Thursday, October 14, 2010

The Legend of William Tell

Some legends are so intertwined with a Nation’s sense of pride that regardless of their veracity, they graft on to a place’s identity like a tenacious vine. For example, in Switzerland a lime tree once marked the spot where legend says William Tell’s son stood bravely as his father shot the apple from his head. Now the site is marked by a fountain, and camera laden tourists flock to pose in front of this “birth place of Swiss independence.”
 The story now known around the world was popularized by the dramatis Friedrich von Schiller in his 1804 dram Wilhelm Tell, one of the classics of the German stage. The time of the legend is the late 13th century, and its setting is the forest cantons of Uri. Schwyz and Unterwalden. For centuries the cantons had been ruled from Vienna by the monarchs of the Holy Roman Empire, whose representatives alienated the populace with autocratic, heavy handed governance. The Uri governor Hermann Gessler, was one such tyrant. He required that every last citizen salute a hat placed on a flagpole in the market place. This hat represented his authority whenever he was absent from town.
William Tell, so the legend goes, was one of the peasants who toiled in the nearby valleys- and who scorned Gessler’s rule. One day, while walking by the pole with his young son, he refused to give the mandatory salute and was quickly confronted by soldiers. The governor was alerted and brought to the market place where a crowd had formed. Tell’s young son unaware of the danger, bragged to the crowd of his father’s skill as an archer, and Gessler, seizing on an opportunity to humiliate the insubordinate, asked  Tell to demonstrate his prowess by shooting an apple off his son’s head.
Tell pleaded for another task, to no avail. Grabbing hi bow and loading it with two arrows, he warned Gessler, “if my first arrow had my dear child struck, the second arrow I had aimed at you. And assured, I should not then have missed.” Tell managed to hit the apple, but was promptly take into custody. He soon after escaped, then ultimately ambushed and killed the governor. His act was said to be the first shot of Swill independence.
Doubts began to arise over the story’s truthfulness as early as the 16th century, when the Swiss historians suggested it was probably invented in order to stir the hatred of neighboring Austrians. Historians no traced the story back to the late 15th century and say it was probably based on earlier oral traditions. The first print reference to tell occurs in four stanzas of a 1477 ballad, Song of the Origin of the Confederation; mentions are made f archery but not of Gessler, the hat, or the pole. 

1 comment:

  1. I wasn't aware of this part of history. Quite interesting and you narrated it very well...

    ReplyDelete

Note: Only a member of this blog may post a comment.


▸ ACTIVITY
Nothing in the data may change. Copy all of it exactly.

▸ DATA FOR THE TASK
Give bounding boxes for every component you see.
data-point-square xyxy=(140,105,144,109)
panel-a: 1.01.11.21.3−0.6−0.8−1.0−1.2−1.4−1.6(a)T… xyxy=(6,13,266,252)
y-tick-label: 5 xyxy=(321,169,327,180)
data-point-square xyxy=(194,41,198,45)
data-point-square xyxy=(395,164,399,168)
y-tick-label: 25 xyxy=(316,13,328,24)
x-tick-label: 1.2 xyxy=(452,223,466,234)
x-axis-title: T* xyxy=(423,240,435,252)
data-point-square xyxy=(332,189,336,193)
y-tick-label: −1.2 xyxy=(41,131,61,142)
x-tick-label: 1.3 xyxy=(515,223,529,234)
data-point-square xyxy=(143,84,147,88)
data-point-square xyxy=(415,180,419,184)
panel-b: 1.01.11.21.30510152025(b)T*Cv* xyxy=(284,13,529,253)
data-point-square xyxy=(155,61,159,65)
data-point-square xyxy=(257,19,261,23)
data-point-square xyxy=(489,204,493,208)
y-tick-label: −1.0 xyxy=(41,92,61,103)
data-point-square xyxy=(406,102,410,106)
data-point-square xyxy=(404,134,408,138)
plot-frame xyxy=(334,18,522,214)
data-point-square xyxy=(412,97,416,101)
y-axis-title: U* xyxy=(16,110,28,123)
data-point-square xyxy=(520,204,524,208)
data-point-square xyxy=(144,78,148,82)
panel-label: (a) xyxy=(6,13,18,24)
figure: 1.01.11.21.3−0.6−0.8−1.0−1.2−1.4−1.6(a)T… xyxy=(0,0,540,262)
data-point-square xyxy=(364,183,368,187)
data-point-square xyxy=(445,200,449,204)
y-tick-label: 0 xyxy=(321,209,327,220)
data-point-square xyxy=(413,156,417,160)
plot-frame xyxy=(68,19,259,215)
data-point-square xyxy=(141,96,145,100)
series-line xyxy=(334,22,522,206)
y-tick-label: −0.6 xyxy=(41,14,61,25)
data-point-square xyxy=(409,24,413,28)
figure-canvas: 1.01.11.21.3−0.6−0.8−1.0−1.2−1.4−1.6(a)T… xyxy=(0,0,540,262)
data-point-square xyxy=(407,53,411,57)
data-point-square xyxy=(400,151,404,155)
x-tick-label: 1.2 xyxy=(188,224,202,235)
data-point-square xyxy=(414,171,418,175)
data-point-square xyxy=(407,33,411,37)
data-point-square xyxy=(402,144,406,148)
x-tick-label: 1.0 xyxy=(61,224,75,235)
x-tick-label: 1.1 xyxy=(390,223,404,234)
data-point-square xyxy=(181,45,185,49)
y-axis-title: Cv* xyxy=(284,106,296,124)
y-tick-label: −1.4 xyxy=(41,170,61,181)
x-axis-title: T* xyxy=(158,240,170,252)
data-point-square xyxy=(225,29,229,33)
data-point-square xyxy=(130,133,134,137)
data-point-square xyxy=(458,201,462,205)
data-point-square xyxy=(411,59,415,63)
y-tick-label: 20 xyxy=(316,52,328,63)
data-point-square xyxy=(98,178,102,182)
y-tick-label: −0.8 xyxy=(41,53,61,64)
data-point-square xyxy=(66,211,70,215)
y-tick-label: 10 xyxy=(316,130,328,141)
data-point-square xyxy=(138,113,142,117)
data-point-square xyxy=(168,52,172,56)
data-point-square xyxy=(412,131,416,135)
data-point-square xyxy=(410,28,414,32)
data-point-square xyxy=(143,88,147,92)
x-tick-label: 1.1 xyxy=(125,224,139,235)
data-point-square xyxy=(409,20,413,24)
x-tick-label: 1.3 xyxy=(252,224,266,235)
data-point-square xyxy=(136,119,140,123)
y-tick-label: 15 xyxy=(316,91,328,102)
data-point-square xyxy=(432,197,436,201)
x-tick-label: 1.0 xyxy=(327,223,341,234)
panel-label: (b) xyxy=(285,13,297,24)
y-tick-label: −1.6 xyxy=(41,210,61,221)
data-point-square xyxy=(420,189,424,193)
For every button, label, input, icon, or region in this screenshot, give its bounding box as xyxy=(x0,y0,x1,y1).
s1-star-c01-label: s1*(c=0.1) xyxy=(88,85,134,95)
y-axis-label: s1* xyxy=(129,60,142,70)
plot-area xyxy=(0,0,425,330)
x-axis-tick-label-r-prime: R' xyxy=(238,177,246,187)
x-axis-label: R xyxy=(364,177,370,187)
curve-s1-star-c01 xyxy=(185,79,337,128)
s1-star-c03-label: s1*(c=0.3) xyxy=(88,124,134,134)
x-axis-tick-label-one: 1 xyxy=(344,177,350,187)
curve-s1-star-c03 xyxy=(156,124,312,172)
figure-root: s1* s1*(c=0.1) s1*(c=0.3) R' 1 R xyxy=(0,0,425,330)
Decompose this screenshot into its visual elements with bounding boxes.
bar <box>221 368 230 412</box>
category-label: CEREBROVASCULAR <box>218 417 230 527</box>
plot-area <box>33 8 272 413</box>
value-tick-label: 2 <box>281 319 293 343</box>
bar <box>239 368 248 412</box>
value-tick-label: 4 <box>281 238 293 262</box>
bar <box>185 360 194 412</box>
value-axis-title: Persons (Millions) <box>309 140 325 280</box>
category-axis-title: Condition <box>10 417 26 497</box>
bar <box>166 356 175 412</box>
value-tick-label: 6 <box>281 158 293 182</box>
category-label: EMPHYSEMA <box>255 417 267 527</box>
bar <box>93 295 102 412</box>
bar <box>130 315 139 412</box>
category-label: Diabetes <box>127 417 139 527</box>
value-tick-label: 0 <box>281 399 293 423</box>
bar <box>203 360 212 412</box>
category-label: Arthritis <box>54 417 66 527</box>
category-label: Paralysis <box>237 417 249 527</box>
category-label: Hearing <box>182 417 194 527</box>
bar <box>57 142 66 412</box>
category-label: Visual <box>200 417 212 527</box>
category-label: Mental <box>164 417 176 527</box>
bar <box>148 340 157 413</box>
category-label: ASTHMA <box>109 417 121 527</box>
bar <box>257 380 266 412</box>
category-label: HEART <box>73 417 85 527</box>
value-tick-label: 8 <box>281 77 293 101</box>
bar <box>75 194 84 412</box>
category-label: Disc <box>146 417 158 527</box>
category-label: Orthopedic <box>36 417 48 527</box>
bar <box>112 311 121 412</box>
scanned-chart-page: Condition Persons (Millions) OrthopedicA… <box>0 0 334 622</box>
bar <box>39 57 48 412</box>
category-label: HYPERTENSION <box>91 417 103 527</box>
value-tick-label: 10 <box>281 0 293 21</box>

▸ FINISHED EXERCISE
Give bounding boxes for every component you see.
data-point-square xyxy=(140,105,144,109)
panel-a: 1.01.11.21.3−0.6−0.8−1.0−1.2−1.4−1.6(a)T… xyxy=(6,13,266,252)
y-tick-label: 5 xyxy=(321,169,327,180)
data-point-square xyxy=(194,41,198,45)
data-point-square xyxy=(395,164,399,168)
y-tick-label: 25 xyxy=(316,13,328,24)
x-tick-label: 1.2 xyxy=(452,223,466,234)
x-axis-title: T* xyxy=(423,240,435,252)
data-point-square xyxy=(332,189,336,193)
y-tick-label: −1.2 xyxy=(41,131,61,142)
x-tick-label: 1.3 xyxy=(515,223,529,234)
data-point-square xyxy=(143,84,147,88)
data-point-square xyxy=(415,180,419,184)
panel-b: 1.01.11.21.30510152025(b)T*Cv* xyxy=(284,13,529,253)
data-point-square xyxy=(155,61,159,65)
data-point-square xyxy=(257,19,261,23)
data-point-square xyxy=(489,204,493,208)
y-tick-label: −1.0 xyxy=(41,92,61,103)
data-point-square xyxy=(406,102,410,106)
data-point-square xyxy=(404,134,408,138)
plot-frame xyxy=(334,18,522,214)
data-point-square xyxy=(412,97,416,101)
y-axis-title: U* xyxy=(16,110,28,123)
data-point-square xyxy=(520,204,524,208)
data-point-square xyxy=(144,78,148,82)
panel-label: (a) xyxy=(6,13,18,24)
figure: 1.01.11.21.3−0.6−0.8−1.0−1.2−1.4−1.6(a)T… xyxy=(0,0,540,262)
data-point-square xyxy=(364,183,368,187)
data-point-square xyxy=(445,200,449,204)
y-tick-label: 0 xyxy=(321,209,327,220)
data-point-square xyxy=(413,156,417,160)
plot-frame xyxy=(68,19,259,215)
data-point-square xyxy=(141,96,145,100)
series-line xyxy=(334,22,522,206)
y-tick-label: −0.6 xyxy=(41,14,61,25)
data-point-square xyxy=(409,24,413,28)
figure-canvas: 1.01.11.21.3−0.6−0.8−1.0−1.2−1.4−1.6(a)T… xyxy=(0,0,540,262)
data-point-square xyxy=(407,53,411,57)
data-point-square xyxy=(400,151,404,155)
x-tick-label: 1.2 xyxy=(188,224,202,235)
data-point-square xyxy=(414,171,418,175)
data-point-square xyxy=(407,33,411,37)
data-point-square xyxy=(402,144,406,148)
x-tick-label: 1.0 xyxy=(61,224,75,235)
x-tick-label: 1.1 xyxy=(390,223,404,234)
data-point-square xyxy=(181,45,185,49)
y-axis-title: Cv* xyxy=(284,106,296,124)
y-tick-label: −1.4 xyxy=(41,170,61,181)
x-axis-title: T* xyxy=(158,240,170,252)
data-point-square xyxy=(225,29,229,33)
data-point-square xyxy=(130,133,134,137)
data-point-square xyxy=(458,201,462,205)
data-point-square xyxy=(411,59,415,63)
y-tick-label: 20 xyxy=(316,52,328,63)
data-point-square xyxy=(98,178,102,182)
y-tick-label: −0.8 xyxy=(41,53,61,64)
data-point-square xyxy=(66,211,70,215)
y-tick-label: 10 xyxy=(316,130,328,141)
data-point-square xyxy=(138,113,142,117)
data-point-square xyxy=(168,52,172,56)
data-point-square xyxy=(412,131,416,135)
data-point-square xyxy=(410,28,414,32)
data-point-square xyxy=(143,88,147,92)
x-tick-label: 1.1 xyxy=(125,224,139,235)
data-point-square xyxy=(409,20,413,24)
x-tick-label: 1.3 xyxy=(252,224,266,235)
data-point-square xyxy=(136,119,140,123)
y-tick-label: 15 xyxy=(316,91,328,102)
data-point-square xyxy=(432,197,436,201)
x-tick-label: 1.0 xyxy=(327,223,341,234)
panel-label: (b) xyxy=(285,13,297,24)
y-tick-label: −1.6 xyxy=(41,210,61,221)
data-point-square xyxy=(420,189,424,193)
For every button, label, input, icon, or region in this screenshot, give its bounding box as xyxy=(x0,y0,x1,y1).
s1-star-c01-label: s1*(c=0.1) xyxy=(88,85,134,95)
y-axis-label: s1* xyxy=(129,60,142,70)
plot-area xyxy=(0,0,425,330)
x-axis-tick-label-r-prime: R' xyxy=(238,177,246,187)
x-axis-label: R xyxy=(364,177,370,187)
curve-s1-star-c01 xyxy=(185,79,337,128)
s1-star-c03-label: s1*(c=0.3) xyxy=(88,124,134,134)
x-axis-tick-label-one: 1 xyxy=(344,177,350,187)
curve-s1-star-c03 xyxy=(156,124,312,172)
figure-root: s1* s1*(c=0.1) s1*(c=0.3) R' 1 R xyxy=(0,0,425,330)
Decompose this screenshot into its visual elements with bounding boxes.
bar <box>221 368 230 412</box>
category-label: CEREBROVASCULAR <box>218 417 230 527</box>
plot-area <box>33 8 272 413</box>
value-tick-label: 2 <box>281 319 293 343</box>
bar <box>239 368 248 412</box>
value-tick-label: 4 <box>281 238 293 262</box>
bar <box>185 360 194 412</box>
value-axis-title: Persons (Millions) <box>309 140 325 280</box>
category-axis-title: Condition <box>10 417 26 497</box>
bar <box>166 356 175 412</box>
value-tick-label: 6 <box>281 158 293 182</box>
category-label: EMPHYSEMA <box>255 417 267 527</box>
bar <box>93 295 102 412</box>
bar <box>130 315 139 412</box>
category-label: Diabetes <box>127 417 139 527</box>
value-tick-label: 0 <box>281 399 293 423</box>
bar <box>203 360 212 412</box>
category-label: Arthritis <box>54 417 66 527</box>
category-label: Paralysis <box>237 417 249 527</box>
category-label: Hearing <box>182 417 194 527</box>
bar <box>57 142 66 412</box>
category-label: Visual <box>200 417 212 527</box>
category-label: Mental <box>164 417 176 527</box>
bar <box>148 340 157 413</box>
category-label: ASTHMA <box>109 417 121 527</box>
bar <box>257 380 266 412</box>
category-label: HEART <box>73 417 85 527</box>
value-tick-label: 8 <box>281 77 293 101</box>
bar <box>75 194 84 412</box>
category-label: Disc <box>146 417 158 527</box>
category-label: Orthopedic <box>36 417 48 527</box>
bar <box>112 311 121 412</box>
scanned-chart-page: Condition Persons (Millions) OrthopedicA… <box>0 0 334 622</box>
bar <box>39 57 48 412</box>
category-label: HYPERTENSION <box>91 417 103 527</box>
value-tick-label: 10 <box>281 0 293 21</box>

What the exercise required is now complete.